Bulk Update vs Row Wise Update in MySQL – Performance Comparison

MySQLperformancequery-performancereplicationupdate

I have to update multiple rows (> 100k) satisfying a particular criterion in production environment. Since this query takes much time, it comes in slow query. someone told me that instead of making a bulk update, we should send update query row wise.

Example-
old query:

update table_1 
set column_20 = 'abc' 
where updatedOn > date_sub(now(), interval 1day) and column_19 = 'xyz' 

New query/method:

select auto_increment_id_column  
from table_1 
where updatedOn > date_sub(now(), interval 1day) and column_19 = 'xyz' 

Now use a "for loop" for all id's extracted from above, then send below query for each id:

update table_1 
set column_20 = 'abc' 
where auto_increment_id_column = id_from_for_loop;

This method seems to be counter intutive, so, please confirm, if it should be done. Also how it will affect master slave replication.

dbinfo – mysql and using statement based replication

Major Update: Our DBA recently updated the replication to row based

Best Answer

The Update would benefit from the composite INDEX(column_19, updatedOn).

It is almost never faster to use a client loop to do something that can be done in a single SQL statement.

Since you are talking about updating upwards of a million rows, there are other things to discuss...

One should rarely need to update more than a few rows of a table in a batch. Perhaps column_20 does not belong in that table; maybe it belongs in a small, maybe one-row, table to avoid this? Maybe something else. If you care to describe the semantics of the columns, maybe I can give you more concrete advice.

The reason for the big updating seeming to take "too long" is that it is saving things in case you need to ROLLBACK.

But, if you do need to do a massive UPDATE or DELETE, I recommend doing it in chunks. There are notes on the impact on Replication in that document.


Exercise:
Output each record below exactly. No images go in the copy.

Items from a figure collection:
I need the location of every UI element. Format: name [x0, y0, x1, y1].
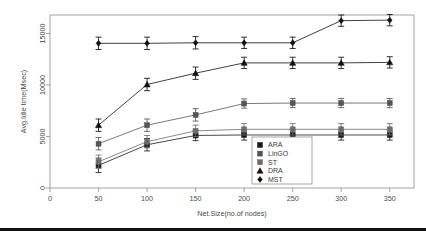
x-tick-label: 250	[287, 194, 299, 203]
data-point-marker	[290, 127, 295, 132]
data-point-marker	[387, 17, 392, 23]
y-tick-label: 15000	[38, 24, 47, 44]
data-point-marker	[290, 101, 295, 106]
legend-item-lingo[interactable]: LinGO	[258, 150, 289, 157]
data-point-marker	[242, 101, 247, 106]
x-tick-label: 300	[335, 194, 347, 203]
series-line	[99, 62, 390, 125]
x-tick-label: 150	[190, 194, 202, 203]
legend-item-label: LinGO	[268, 150, 289, 157]
legend-item-ara[interactable]: ARA	[258, 141, 283, 148]
x-tick-label: 350	[384, 194, 396, 203]
x-tick-label: 50	[95, 194, 103, 203]
legend-item-st[interactable]: ST	[258, 159, 278, 166]
x-tick-label: 100	[141, 194, 153, 203]
data-point-marker	[242, 40, 247, 46]
data-point-marker	[242, 127, 247, 132]
data-point-marker	[339, 127, 344, 132]
y-tick-label: 10000	[38, 75, 47, 95]
legend-item-label: ARA	[268, 141, 283, 148]
series-mst	[96, 14, 393, 49]
legend-item-label: DRA	[268, 167, 283, 174]
chart-figure: 050001000015000050100150200250300350Net.…	[0, 0, 426, 237]
y-axis-title: Avg.Idle time(Msec)	[19, 70, 28, 133]
data-point-marker	[387, 127, 392, 132]
plot-frame	[50, 15, 414, 188]
x-axis-title: Net.Size(no.of nodes)	[197, 209, 267, 218]
line-chart-plot: 050001000015000050100150200250300350Net.…	[0, 0, 426, 237]
data-point-marker	[339, 101, 344, 106]
data-point-marker	[290, 40, 295, 46]
data-point-marker	[339, 18, 344, 24]
data-point-marker	[145, 123, 150, 128]
data-point-marker	[193, 128, 198, 133]
data-point-marker	[258, 151, 263, 156]
chart-legend: ARALinGOSTDRAMST	[252, 137, 312, 184]
x-tick-label: 0	[48, 194, 52, 203]
data-point-marker	[258, 160, 263, 165]
bottom-divider-rule	[0, 228, 426, 231]
data-point-marker	[193, 40, 198, 46]
data-point-marker	[145, 139, 150, 144]
data-point-marker	[96, 40, 101, 46]
data-point-marker	[96, 141, 101, 146]
data-point-marker	[96, 159, 101, 164]
series-st	[96, 124, 393, 169]
data-point-marker	[387, 101, 392, 106]
data-point-marker	[258, 143, 263, 148]
data-point-marker	[145, 40, 150, 46]
series-dra	[95, 57, 392, 132]
x-tick-label: 200	[238, 194, 250, 203]
y-tick-label: 0	[38, 186, 47, 190]
data-point-marker	[193, 112, 198, 117]
series-ara	[96, 130, 393, 173]
y-tick-label: 5000	[38, 129, 47, 145]
legend-item-label: ST	[268, 159, 278, 166]
legend-item-label: MST	[268, 176, 284, 183]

Result for this task:
I need the location of every UI element. Format: name [x0, y0, x1, y1].
x-tick-label: 250	[287, 194, 299, 203]
data-point-marker	[290, 127, 295, 132]
data-point-marker	[387, 17, 392, 23]
y-tick-label: 15000	[38, 24, 47, 44]
data-point-marker	[290, 101, 295, 106]
legend-item-lingo[interactable]: LinGO	[258, 150, 289, 157]
data-point-marker	[242, 101, 247, 106]
x-tick-label: 300	[335, 194, 347, 203]
series-line	[99, 62, 390, 125]
x-tick-label: 150	[190, 194, 202, 203]
legend-item-label: LinGO	[268, 150, 289, 157]
legend-item-ara[interactable]: ARA	[258, 141, 283, 148]
x-tick-label: 350	[384, 194, 396, 203]
x-tick-label: 50	[95, 194, 103, 203]
legend-item-st[interactable]: ST	[258, 159, 278, 166]
x-tick-label: 100	[141, 194, 153, 203]
data-point-marker	[242, 40, 247, 46]
data-point-marker	[242, 127, 247, 132]
data-point-marker	[339, 127, 344, 132]
y-tick-label: 10000	[38, 75, 47, 95]
legend-item-label: ARA	[268, 141, 283, 148]
series-mst	[96, 14, 393, 49]
legend-item-label: DRA	[268, 167, 283, 174]
chart-figure: 050001000015000050100150200250300350Net.…	[0, 0, 426, 237]
y-axis-title: Avg.Idle time(Msec)	[19, 70, 28, 133]
data-point-marker	[387, 127, 392, 132]
plot-frame	[50, 15, 414, 188]
x-axis-title: Net.Size(no.of nodes)	[197, 209, 267, 218]
line-chart-plot: 050001000015000050100150200250300350Net.…	[0, 0, 426, 237]
data-point-marker	[339, 101, 344, 106]
data-point-marker	[290, 40, 295, 46]
data-point-marker	[339, 18, 344, 24]
data-point-marker	[145, 123, 150, 128]
data-point-marker	[193, 128, 198, 133]
data-point-marker	[258, 151, 263, 156]
chart-legend: ARALinGOSTDRAMST	[252, 137, 312, 184]
x-tick-label: 0	[48, 194, 52, 203]
data-point-marker	[258, 160, 263, 165]
bottom-divider-rule	[0, 228, 426, 231]
data-point-marker	[193, 40, 198, 46]
data-point-marker	[145, 139, 150, 144]
data-point-marker	[96, 40, 101, 46]
data-point-marker	[96, 141, 101, 146]
data-point-marker	[96, 159, 101, 164]
series-st	[96, 124, 393, 169]
data-point-marker	[387, 101, 392, 106]
data-point-marker	[258, 143, 263, 148]
data-point-marker	[145, 40, 150, 46]
series-dra	[95, 57, 392, 132]
x-tick-label: 200	[238, 194, 250, 203]
y-tick-label: 0	[38, 186, 47, 190]
data-point-marker	[193, 112, 198, 117]
series-ara	[96, 130, 393, 173]
y-tick-label: 5000	[38, 129, 47, 145]
legend-item-label: ST	[268, 159, 278, 166]
legend-item-label: MST	[268, 176, 284, 183]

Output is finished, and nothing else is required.